Will this be optimized in release mode?

open in playground

I'm working on a function that takes a generic type then returns the reference of the responding field. To do this in safe rust, I have to via Any. It theoretically will cause performance overhead, but I don't know whether the compiler will help me to optimize it out.

use std::any::{Any, TypeId};

struct MyData {
    a: String,
    b: Vec<u8>,
    c: u32,
}

impl MyData {
    #[inline(always)]
    fn get_raw(&self, id: TypeId) -> Option<&dyn Any> {
        if id == TypeId::of::<String>() {
            Some(&self.a)
        } else if id == TypeId::of::<Vec<u8>>() {
            Some(&self.b)
        } else if id == TypeId::of::<u32>() {
            Some(&self.c)
        } else {
            None
        }
    }

    #[inline(always)]
    fn get<T: 'static>(&self) -> Option<&T> {
        self.get_raw(TypeId::of::<T>())
            .map(|x| x.downcast_ref().expect("type mismatch"))
    }
}

fn main() {
    let my_data = MyData {
        a: "hello world".into(),
        b: vec![1, 2, 3, 4, 5],
        c: 200,
    };

    // Will this be optimized into
    // `println!("{}", &my_data.a);`
    // ?
    println!("{}", my_data.get::<String>().unwrap());
}

why are you doing this? There's most definitely a better way to do what you want, sure this is a xy problem

also, no i don't think that would get optimized since you're handling type information at runtime.

EDIT: this kind of "reflection" behaviour is really necessary, I'd do it like this: Rust Playground, not only is it waay safer and more ergonomic, I'm pretty sure it will render better optimizations

btw, this is the nightly Provider API, consumed via request_ref and request_value. It's used for generic member access where the set of types isn't necessarily known ahead of time, such as for reflection APIs or Error.

Doing so as an inherent method likely isn't actually what you want (just use multiple accessors instead), but in a generic interface it's definitely useful. (Even if it's fully monomorphized and isn't used dyn at all.)

I would say the optimizer is unlikely to see through any TypeId shenanigans, but... I'd be wrong. See this godbolt example: in retrospect it's clear that this should be fairly trivial to inline and constant propagate; after inlining it'll look something along the lines of

const STRING_ID: u64 = 0x582ef5d793ae4049;
const VEC_U8_ID: u64 = 0x13ec134f4e02c05f;
const U32_ID: u64 = 0xe1d507b6631aabce;

pub fn get_u32(x: &MyData) -> Option<&u32> {
    match U32_ID {
        STRING_ID => match U32_ID {
            STRING_ID => &x.a,
            _ => panic!("type mismatch"),
        }
        VEC_U8_ID => match U32_ID {
            VEC_U8_ID => &x.b,
            _ => panic!("type mismatch"),
        }
        U32_ID => match U32_ID {
            U32_ID => &x.c,
            _ => panic!("type mismatch"),
        }
    }
}

and the constant propagator loves code like that.

2 Likes

But if I call

println!("{}", my_data.field::<f64>("x").unwrap());

It doesn't pass the compilation. I hope it will return None.

It definitely compiles and returns None, if you just use f64 as generic parameter; and it can't be compiled no matter the parameter used, if you pass in an argument which isn't expected by field().

if you're up for using nightly you can do: Rust Playground

I personally really like this solution

Sure, I like it too. But stable rust doesn't support the features you use at present. I will modify when stable rust supports them. Thanks.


◆ **What the task asks**: Reproduce exactly, from the data that follows, the line with "has height=239, width=478.", the line with "This screenshot has width=973, height=445.", and every line that lies between them.

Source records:
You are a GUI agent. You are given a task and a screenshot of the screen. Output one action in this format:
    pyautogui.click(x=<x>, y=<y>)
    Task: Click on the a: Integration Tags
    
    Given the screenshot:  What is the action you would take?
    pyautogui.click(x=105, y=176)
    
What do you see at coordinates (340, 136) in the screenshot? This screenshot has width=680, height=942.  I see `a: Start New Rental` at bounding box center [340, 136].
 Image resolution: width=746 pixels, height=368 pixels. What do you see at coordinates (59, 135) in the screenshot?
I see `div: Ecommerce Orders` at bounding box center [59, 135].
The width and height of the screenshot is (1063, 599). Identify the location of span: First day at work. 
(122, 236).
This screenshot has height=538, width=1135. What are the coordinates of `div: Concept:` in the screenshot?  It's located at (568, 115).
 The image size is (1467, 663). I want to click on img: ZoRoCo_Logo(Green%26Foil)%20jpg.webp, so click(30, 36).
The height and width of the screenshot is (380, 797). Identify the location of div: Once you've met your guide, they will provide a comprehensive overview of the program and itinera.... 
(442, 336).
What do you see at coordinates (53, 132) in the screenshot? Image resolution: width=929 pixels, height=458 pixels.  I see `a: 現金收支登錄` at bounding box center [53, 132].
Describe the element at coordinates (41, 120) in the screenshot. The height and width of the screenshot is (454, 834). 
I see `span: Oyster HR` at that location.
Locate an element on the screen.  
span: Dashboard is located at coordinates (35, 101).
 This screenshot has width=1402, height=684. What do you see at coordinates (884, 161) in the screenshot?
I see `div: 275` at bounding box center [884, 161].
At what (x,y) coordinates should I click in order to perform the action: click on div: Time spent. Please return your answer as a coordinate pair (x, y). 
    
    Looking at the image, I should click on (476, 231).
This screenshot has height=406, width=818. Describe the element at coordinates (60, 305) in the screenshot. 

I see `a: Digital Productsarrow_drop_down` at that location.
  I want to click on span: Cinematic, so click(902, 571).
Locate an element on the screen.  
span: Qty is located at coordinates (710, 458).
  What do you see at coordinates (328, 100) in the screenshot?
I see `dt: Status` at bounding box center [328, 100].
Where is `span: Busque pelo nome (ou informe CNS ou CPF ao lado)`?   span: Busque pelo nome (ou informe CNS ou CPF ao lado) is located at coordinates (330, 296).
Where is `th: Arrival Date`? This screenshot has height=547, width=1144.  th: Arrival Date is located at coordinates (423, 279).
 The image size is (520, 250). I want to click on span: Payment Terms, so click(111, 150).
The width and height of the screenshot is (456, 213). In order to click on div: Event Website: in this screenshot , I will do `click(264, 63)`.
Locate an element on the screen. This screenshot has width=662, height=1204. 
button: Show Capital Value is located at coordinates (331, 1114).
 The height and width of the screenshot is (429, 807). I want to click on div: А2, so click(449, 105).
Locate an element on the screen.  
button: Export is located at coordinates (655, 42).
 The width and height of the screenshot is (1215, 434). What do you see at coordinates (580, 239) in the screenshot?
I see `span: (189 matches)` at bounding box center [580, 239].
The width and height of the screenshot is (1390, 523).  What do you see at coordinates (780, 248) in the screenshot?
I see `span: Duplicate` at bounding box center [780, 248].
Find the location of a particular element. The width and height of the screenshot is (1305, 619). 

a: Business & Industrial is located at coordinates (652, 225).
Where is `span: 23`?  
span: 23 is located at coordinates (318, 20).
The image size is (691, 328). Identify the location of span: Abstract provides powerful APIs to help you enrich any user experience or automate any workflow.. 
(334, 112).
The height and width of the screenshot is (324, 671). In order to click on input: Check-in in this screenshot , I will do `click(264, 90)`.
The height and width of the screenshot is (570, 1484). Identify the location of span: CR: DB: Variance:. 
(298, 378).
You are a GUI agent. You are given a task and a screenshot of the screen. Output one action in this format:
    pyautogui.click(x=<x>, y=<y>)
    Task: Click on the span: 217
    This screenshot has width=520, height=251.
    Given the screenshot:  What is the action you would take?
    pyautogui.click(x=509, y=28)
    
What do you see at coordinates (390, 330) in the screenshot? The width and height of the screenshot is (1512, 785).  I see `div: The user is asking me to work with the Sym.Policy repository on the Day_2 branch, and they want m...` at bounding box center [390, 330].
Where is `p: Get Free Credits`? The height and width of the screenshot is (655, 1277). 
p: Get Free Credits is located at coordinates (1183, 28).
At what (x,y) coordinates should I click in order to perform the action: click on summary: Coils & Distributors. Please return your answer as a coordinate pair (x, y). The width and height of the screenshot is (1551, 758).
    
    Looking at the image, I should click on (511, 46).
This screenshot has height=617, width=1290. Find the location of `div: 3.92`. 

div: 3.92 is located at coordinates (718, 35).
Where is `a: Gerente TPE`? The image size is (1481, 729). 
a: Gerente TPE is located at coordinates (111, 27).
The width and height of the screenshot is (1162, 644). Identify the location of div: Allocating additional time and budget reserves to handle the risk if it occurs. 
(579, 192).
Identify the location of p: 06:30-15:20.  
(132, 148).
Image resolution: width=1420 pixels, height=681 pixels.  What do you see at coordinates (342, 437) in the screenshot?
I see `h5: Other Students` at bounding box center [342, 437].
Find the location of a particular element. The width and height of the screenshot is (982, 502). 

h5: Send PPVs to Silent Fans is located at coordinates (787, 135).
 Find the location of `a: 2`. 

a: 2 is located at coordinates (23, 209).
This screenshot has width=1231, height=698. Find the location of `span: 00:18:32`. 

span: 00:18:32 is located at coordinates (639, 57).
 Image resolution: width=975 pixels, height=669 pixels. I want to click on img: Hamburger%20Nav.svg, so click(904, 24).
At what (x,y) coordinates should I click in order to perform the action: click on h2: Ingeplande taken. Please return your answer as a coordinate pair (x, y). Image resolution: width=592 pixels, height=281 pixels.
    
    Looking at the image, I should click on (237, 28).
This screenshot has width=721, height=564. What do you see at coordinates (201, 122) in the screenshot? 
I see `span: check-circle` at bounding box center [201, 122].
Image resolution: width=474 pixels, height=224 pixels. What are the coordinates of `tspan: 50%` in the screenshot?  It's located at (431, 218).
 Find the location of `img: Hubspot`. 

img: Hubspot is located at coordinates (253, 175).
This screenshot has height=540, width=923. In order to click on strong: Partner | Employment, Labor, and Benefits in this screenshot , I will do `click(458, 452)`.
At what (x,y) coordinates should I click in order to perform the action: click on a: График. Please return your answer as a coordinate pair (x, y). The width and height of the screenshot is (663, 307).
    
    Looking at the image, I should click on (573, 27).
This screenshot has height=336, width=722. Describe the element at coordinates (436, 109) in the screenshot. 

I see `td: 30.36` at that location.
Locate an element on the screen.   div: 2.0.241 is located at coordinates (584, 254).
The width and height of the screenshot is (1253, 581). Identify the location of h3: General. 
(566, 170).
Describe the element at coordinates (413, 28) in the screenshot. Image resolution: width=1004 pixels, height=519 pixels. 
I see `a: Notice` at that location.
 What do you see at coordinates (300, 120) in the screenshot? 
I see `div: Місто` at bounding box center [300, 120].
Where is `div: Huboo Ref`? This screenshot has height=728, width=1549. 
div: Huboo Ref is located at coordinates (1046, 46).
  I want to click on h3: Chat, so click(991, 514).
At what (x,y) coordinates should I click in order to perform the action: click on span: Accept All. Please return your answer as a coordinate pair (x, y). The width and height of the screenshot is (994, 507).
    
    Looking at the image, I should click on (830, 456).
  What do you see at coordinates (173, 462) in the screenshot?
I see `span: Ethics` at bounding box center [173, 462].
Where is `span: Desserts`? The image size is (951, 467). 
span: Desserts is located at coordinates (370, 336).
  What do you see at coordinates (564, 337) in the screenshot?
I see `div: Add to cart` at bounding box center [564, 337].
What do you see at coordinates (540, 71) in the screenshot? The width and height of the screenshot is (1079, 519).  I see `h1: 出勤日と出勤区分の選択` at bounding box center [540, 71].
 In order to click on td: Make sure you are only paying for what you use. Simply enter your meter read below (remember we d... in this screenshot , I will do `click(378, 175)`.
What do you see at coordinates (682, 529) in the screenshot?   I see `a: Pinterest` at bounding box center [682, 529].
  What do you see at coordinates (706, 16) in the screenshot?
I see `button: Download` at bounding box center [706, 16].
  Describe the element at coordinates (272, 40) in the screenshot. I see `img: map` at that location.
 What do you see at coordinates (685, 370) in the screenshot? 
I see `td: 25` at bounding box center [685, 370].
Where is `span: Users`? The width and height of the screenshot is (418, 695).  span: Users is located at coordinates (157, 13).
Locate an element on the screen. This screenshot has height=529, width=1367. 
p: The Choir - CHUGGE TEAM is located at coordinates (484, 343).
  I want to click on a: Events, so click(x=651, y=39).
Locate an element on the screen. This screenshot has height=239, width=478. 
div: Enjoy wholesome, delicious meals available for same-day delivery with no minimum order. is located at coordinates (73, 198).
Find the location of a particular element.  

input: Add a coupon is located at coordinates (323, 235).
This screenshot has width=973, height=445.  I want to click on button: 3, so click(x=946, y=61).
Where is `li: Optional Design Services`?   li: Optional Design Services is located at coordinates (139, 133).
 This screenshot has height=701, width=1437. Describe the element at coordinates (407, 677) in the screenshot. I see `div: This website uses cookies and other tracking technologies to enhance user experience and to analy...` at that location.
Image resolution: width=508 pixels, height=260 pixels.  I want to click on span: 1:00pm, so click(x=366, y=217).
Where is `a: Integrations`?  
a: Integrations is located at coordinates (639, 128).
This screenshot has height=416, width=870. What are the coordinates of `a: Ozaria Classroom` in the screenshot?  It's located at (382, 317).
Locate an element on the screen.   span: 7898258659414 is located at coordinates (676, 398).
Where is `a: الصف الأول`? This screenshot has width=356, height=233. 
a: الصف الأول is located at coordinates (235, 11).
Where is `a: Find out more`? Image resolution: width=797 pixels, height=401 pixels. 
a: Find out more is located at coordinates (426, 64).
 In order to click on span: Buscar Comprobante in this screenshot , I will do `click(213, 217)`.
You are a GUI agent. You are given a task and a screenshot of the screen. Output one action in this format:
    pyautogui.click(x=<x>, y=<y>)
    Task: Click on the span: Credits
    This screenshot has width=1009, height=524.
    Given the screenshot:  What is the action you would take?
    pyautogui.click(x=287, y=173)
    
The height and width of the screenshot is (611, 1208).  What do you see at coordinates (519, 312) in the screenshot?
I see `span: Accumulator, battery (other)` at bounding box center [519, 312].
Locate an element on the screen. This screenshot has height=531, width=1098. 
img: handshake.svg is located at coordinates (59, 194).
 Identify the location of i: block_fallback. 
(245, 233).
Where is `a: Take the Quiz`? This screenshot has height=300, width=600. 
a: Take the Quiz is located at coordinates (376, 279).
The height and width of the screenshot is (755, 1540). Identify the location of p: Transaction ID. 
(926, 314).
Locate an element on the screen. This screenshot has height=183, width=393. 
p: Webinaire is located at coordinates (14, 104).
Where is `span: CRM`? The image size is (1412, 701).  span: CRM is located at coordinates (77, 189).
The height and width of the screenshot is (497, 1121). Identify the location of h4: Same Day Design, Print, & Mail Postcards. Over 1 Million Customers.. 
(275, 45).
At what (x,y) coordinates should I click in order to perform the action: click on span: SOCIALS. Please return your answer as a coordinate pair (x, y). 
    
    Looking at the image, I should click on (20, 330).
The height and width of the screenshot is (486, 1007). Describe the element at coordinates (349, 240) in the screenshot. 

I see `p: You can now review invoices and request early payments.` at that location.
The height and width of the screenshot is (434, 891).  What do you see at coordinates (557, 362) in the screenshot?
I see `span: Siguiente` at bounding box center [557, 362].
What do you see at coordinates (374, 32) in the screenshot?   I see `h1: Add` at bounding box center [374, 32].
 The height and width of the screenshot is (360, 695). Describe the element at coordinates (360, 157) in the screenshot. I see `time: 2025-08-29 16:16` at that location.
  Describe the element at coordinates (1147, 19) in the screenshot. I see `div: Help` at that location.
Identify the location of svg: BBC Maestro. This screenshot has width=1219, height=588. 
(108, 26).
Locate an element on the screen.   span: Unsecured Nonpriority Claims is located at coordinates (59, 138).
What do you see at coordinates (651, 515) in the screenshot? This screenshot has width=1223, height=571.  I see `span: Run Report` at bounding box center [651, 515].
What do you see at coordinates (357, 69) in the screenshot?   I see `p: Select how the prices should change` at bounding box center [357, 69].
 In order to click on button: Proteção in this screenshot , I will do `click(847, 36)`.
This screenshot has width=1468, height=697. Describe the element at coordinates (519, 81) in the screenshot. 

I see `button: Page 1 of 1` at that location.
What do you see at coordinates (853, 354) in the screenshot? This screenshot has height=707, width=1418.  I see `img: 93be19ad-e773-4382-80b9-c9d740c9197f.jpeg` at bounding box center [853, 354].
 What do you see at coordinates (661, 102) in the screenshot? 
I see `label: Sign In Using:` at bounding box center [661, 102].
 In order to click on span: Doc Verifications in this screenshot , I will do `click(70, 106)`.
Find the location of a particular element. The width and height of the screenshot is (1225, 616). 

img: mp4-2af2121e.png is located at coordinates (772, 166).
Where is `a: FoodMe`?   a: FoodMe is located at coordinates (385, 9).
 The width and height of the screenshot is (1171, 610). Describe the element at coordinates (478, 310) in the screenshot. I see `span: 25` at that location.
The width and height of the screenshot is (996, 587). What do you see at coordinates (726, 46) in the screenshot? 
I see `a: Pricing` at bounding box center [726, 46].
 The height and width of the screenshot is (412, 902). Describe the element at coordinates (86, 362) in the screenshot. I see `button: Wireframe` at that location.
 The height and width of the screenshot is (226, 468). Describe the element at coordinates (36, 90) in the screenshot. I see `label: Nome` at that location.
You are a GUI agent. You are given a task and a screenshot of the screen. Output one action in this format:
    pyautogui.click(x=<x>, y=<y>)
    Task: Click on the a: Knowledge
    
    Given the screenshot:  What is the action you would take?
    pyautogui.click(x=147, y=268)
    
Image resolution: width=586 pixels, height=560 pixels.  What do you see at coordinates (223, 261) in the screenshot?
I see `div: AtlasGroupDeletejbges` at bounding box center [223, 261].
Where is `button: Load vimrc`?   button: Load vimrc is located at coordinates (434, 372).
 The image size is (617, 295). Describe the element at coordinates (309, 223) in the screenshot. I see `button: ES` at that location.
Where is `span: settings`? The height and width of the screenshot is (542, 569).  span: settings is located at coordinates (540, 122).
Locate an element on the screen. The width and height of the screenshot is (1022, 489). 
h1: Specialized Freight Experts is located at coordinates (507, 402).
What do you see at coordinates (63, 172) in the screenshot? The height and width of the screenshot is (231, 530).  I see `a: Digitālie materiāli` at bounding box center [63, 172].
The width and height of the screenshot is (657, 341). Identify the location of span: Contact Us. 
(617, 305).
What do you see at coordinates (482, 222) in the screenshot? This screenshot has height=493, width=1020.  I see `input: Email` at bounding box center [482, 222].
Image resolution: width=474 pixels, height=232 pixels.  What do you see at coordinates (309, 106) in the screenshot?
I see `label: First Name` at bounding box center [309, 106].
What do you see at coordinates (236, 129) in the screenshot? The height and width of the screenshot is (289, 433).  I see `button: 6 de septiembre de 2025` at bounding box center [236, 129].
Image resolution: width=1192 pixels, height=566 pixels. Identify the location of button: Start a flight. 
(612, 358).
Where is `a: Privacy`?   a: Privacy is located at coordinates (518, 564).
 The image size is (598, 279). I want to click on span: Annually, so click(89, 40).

◆ **Result of this exercise**:
Locate an element on the screen. This screenshot has height=239, width=478. 
div: Enjoy wholesome, delicious meals available for same-day delivery with no minimum order. is located at coordinates (73, 198).
Find the location of a particular element.  

input: Add a coupon is located at coordinates (323, 235).
This screenshot has width=973, height=445.  I want to click on button: 3, so click(x=946, y=61).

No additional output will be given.